PANÁKOVÁ, Jaroslava: Visual Regimes of Russian Beringia. Bratislava: Institute of Ethnology and Social Anthropology SAS – VEDA SAS, 2020, 127 p., ISBN 978-80-224-1832-4.
 

This book discusses what conditions the emergence, formation, and transformation of visual systems in Russian Beringia.
Given the perceived differentiation within visual systems, whether ethnocultural, social, or aesthetic, and also the embeddedness of visual systems in certain temporal and geographical frameworks and precise socioeconomic and political contexts, I use the term visual regimes. In my analysis, I pay particular attention to visual representations.

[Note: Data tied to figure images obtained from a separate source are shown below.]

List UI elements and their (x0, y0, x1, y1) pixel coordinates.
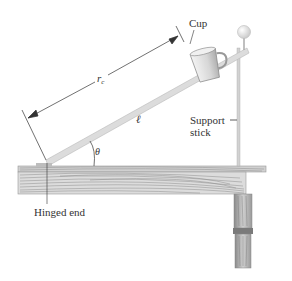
rc-label: rc (97, 72, 105, 86)
support-label-line2: stick (190, 126, 211, 138)
rc-dimension (22, 26, 184, 160)
cup-leader-line (190, 30, 194, 44)
angle-arc (90, 141, 95, 166)
support-stick (230, 48, 240, 166)
length-label: ℓ (136, 113, 141, 125)
support-label-line1: Support (190, 114, 225, 126)
cup-label: Cup (189, 17, 208, 29)
table-leg (233, 194, 253, 268)
hinged-end-label: Hinged end (34, 206, 86, 218)
diagram-svg: Cup rc ℓ θ Support stick Hinged end (0, 0, 292, 281)
diagram-canvas: Cup rc ℓ θ Support stick Hinged end (0, 0, 292, 281)
angle-label: θ (95, 146, 100, 157)
pin-ball (238, 26, 251, 51)
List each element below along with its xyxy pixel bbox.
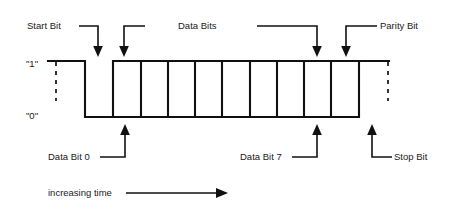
- leader-line-data-bits-left: [124, 26, 145, 48]
- arrowhead-down-parity-bit: [341, 46, 351, 57]
- arrowhead-down-data-bits-left: [119, 46, 129, 57]
- leader-line-parity-bit: [346, 26, 377, 48]
- uart-timing-diagram: Start Bit Data Bits Parity Bit "1" "0" D…: [0, 0, 460, 213]
- arrowhead-down-data-bits-right: [312, 46, 322, 57]
- arrowhead-down-start-bit: [93, 46, 103, 57]
- level-label-high: "1": [26, 58, 38, 69]
- leader-line-data-bits-right: [257, 26, 317, 48]
- arrowhead-up-data-bit-0: [120, 124, 130, 135]
- callout-label-data-bit-0: Data Bit 0: [48, 151, 90, 162]
- arrowhead-up-stop-bit: [367, 124, 377, 135]
- leader-line-stop-bit: [372, 135, 392, 157]
- callout-label-stop-bit: Stop Bit: [394, 151, 428, 162]
- callout-label-start-bit: Start Bit: [27, 20, 61, 31]
- arrowhead-right-time-axis: [216, 188, 228, 198]
- callout-label-data-bit-7: Data Bit 7: [240, 151, 282, 162]
- timing-diagram-canvas: Start Bit Data Bits Parity Bit "1" "0" D…: [0, 0, 460, 213]
- level-label-low: "0": [26, 110, 38, 121]
- callout-label-parity-bit: Parity Bit: [380, 20, 418, 31]
- leader-line-data-bit-0: [100, 135, 125, 157]
- callout-label-data-bits: Data Bits: [178, 20, 217, 31]
- leader-line-start-bit: [79, 26, 98, 48]
- waveform-trace: [48, 61, 359, 117]
- leader-line-data-bit-7: [292, 135, 317, 157]
- axis-label-increasing-time: increasing time: [48, 187, 112, 198]
- arrowhead-up-data-bit-7: [312, 124, 322, 135]
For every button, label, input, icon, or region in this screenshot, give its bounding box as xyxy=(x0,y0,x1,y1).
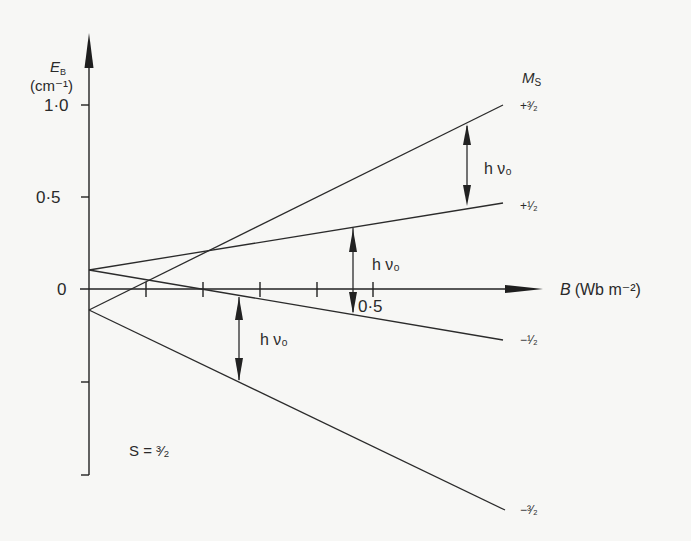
transition-arrow-upper xyxy=(463,124,471,206)
y-axis xyxy=(81,33,94,475)
y-axis-arrow-icon xyxy=(85,33,94,68)
ms-label-minus-3-2: −³⁄₂ xyxy=(520,503,538,517)
transition-arrow-middle xyxy=(349,228,357,314)
arrow-down-icon xyxy=(463,185,471,206)
y-axis-unit: (cm⁻¹) xyxy=(30,77,73,94)
y-tick-label-1: 1·0 xyxy=(44,96,69,115)
x-axis-arrow-icon xyxy=(505,285,543,293)
y-tick-label-0: 0 xyxy=(57,280,66,299)
arrow-up-icon xyxy=(235,297,243,320)
transition-arrow-lower xyxy=(235,297,243,381)
level-line-minus-1-2 xyxy=(89,270,503,340)
spin-label: S = ³⁄₂ xyxy=(129,442,170,459)
arrow-down-icon xyxy=(349,292,357,314)
transition-label-lower: h ν₀ xyxy=(260,331,288,348)
ms-label-plus-3-2: +³⁄₂ xyxy=(520,99,538,113)
ms-label-minus-1-2: −¹⁄₂ xyxy=(520,333,538,347)
arrow-up-icon xyxy=(349,229,357,252)
ms-label-plus-1-2: +¹⁄₂ xyxy=(520,199,538,213)
x-axis xyxy=(80,282,543,297)
level-line-plus-3-2 xyxy=(89,105,503,310)
x-axis-label: B(Wb m⁻²) xyxy=(560,281,641,298)
transition-label-middle: h ν₀ xyxy=(372,256,400,273)
level-line-minus-3-2 xyxy=(89,310,505,510)
arrow-up-icon xyxy=(463,124,471,145)
level-line-plus-1-2 xyxy=(89,203,503,270)
y-axis-symbol: EB xyxy=(50,58,66,77)
arrow-down-icon xyxy=(235,358,243,381)
y-tick-label-0-5: 0·5 xyxy=(36,188,61,207)
x-tick-label-0-5: 0·5 xyxy=(358,297,383,316)
ms-header: MS xyxy=(522,69,542,88)
energy-level-diagram: EB (cm⁻¹) 1·0 0·5 0 0·5 B(Wb m⁻²) MS +³⁄… xyxy=(0,0,691,541)
transition-label-upper: h ν₀ xyxy=(484,160,512,177)
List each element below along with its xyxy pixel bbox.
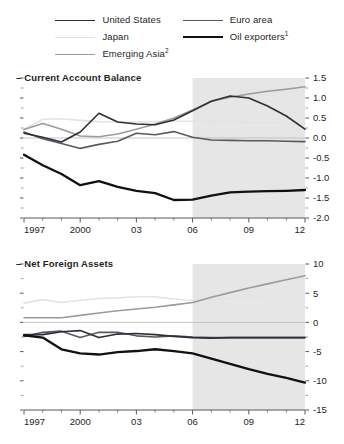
x-axis-label: 12	[294, 224, 305, 235]
legend-label-oil-exporters-text: Oil exporters	[230, 31, 285, 42]
y-axis-label: -1.0	[313, 172, 329, 183]
legend-label-japan: Japan	[102, 32, 128, 42]
legend-label-emerging-asia-text: Emerging Asia	[102, 48, 165, 59]
legend-column-left: United States Japan Emerging Asia2	[55, 14, 168, 60]
panel-net-foreign-assets: – Net Foreign Assets 1050-5-10-151997200…	[0, 252, 344, 438]
y-axis-label: 5	[313, 288, 318, 299]
y-axis-label: 1.5	[313, 72, 326, 83]
x-axis-label: 12	[294, 416, 305, 427]
plot-net-foreign-assets: 1050-5-10-151997200003060912	[0, 252, 344, 438]
legend-swatch-japan	[55, 37, 95, 38]
chart-page: United States Japan Emerging Asia2 Euro …	[0, 0, 344, 444]
x-axis-label: 1997	[24, 416, 45, 427]
x-axis-label: 2000	[70, 224, 91, 235]
legend-item-japan: Japan	[55, 31, 168, 43]
legend-swatch-euro-area	[183, 20, 223, 21]
y-axis-label: 1.0	[313, 92, 326, 103]
legend-swatch-emerging-asia	[55, 54, 95, 55]
x-axis-label: 06	[187, 416, 198, 427]
y-axis-label: -2.0	[313, 212, 329, 223]
y-axis-label: -0.5	[313, 152, 329, 163]
legend-item-emerging-asia: Emerging Asia2	[55, 48, 168, 60]
y-axis-label: -15	[313, 404, 327, 415]
plot-current-account-balance: 1.51.00.50.0-0.5-1.0-1.5-2.0199720000306…	[0, 66, 344, 246]
y-axis-label: 0	[313, 317, 318, 328]
y-axis-label: 10	[313, 258, 324, 269]
x-axis-label: 2000	[70, 416, 91, 427]
legend-footnote-marker-2: 2	[165, 47, 169, 54]
y-axis-label: -10	[313, 375, 327, 386]
legend-item-euro-area: Euro area	[183, 14, 289, 26]
x-axis-label: 09	[244, 416, 255, 427]
x-axis-label: 03	[131, 224, 142, 235]
legend-swatch-oil-exporters	[183, 36, 223, 38]
chart-legend: United States Japan Emerging Asia2 Euro …	[0, 14, 344, 60]
x-axis-label: 06	[187, 224, 198, 235]
x-axis-label: 03	[131, 416, 142, 427]
legend-footnote-marker-1: 1	[285, 30, 289, 37]
legend-label-oil-exporters: Oil exporters1	[230, 32, 289, 42]
legend-label-euro-area: Euro area	[230, 15, 273, 25]
x-axis-label: 09	[244, 224, 255, 235]
y-axis-label: -1.5	[313, 192, 329, 203]
x-axis-label: 1997	[24, 224, 45, 235]
y-axis-label: 0.5	[313, 112, 326, 123]
legend-item-oil-exporters: Oil exporters1	[183, 31, 289, 43]
legend-label-emerging-asia: Emerging Asia2	[102, 49, 168, 59]
legend-column-right: Euro area Oil exporters1	[183, 14, 289, 60]
legend-label-united-states: United States	[102, 15, 160, 25]
panel-current-account-balance: – Current Account Balance 1.51.00.50.0-0…	[0, 66, 344, 246]
legend-swatch-united-states	[55, 20, 95, 21]
legend-item-united-states: United States	[55, 14, 168, 26]
y-axis-label: 0.0	[313, 132, 326, 143]
y-axis-label: -5	[313, 346, 321, 357]
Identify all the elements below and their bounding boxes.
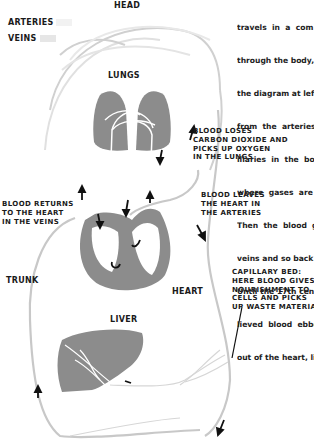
- legend-veins-swatch: [40, 35, 56, 42]
- prose-line: through the body, a: [237, 55, 314, 66]
- legend-arteries-swatch: [56, 19, 72, 26]
- caption-veins-return: BLOOD RETURNS TO THE HEART IN THE VEINS: [2, 200, 74, 226]
- prose-text: travels in a com through the body, a the…: [237, 0, 314, 374]
- heart-label: HEART: [172, 287, 203, 296]
- legend-arteries-label: ARTERIES: [8, 18, 54, 27]
- prose-line: veins and so back t: [237, 253, 314, 264]
- head-label: HEAD: [114, 1, 140, 10]
- prose-line: out of the heart, like: [237, 352, 314, 363]
- liver-label: LIVER: [110, 315, 137, 324]
- trunk-label: TRUNK: [6, 276, 39, 285]
- legend-veins-label: VEINS: [8, 34, 37, 43]
- prose-line: where gases are: [237, 187, 314, 198]
- prose-line: the diagram at left.: [237, 88, 314, 99]
- prose-line: travels in a com: [237, 22, 314, 33]
- prose-line: Until the 17th centu: [237, 286, 314, 297]
- prose-line: lieved blood ebbed: [237, 319, 314, 330]
- prose-line: Then the blood go: [237, 220, 314, 231]
- lungs-label: LUNGS: [108, 71, 140, 80]
- prose-line: from the arteries t: [237, 121, 314, 132]
- prose-line: illaries in the bo: [237, 154, 314, 165]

Drawing on recent cultural-psychological and cognitive studies on visual perception and processing, this work examines those representations (and related ways of seeing) which are not only visible, tangible products of visuality, but also represent (abstract) concepts in the system of knowledge and action of the community. While aesthetics is a mode of social structuring, everyday life is its expression. This “active aesthetic” (Chaney 1996, p. 147) has various manifestations. I focus on drawing, family photography, and grave photo portraits and home decor, because they most clearly reflect the links between visual representation, self-concept, and social structure. I examine all these aspects in the material of the indigenous visual culture of Russian Beringia, in the community of Chukchi and Yupik people.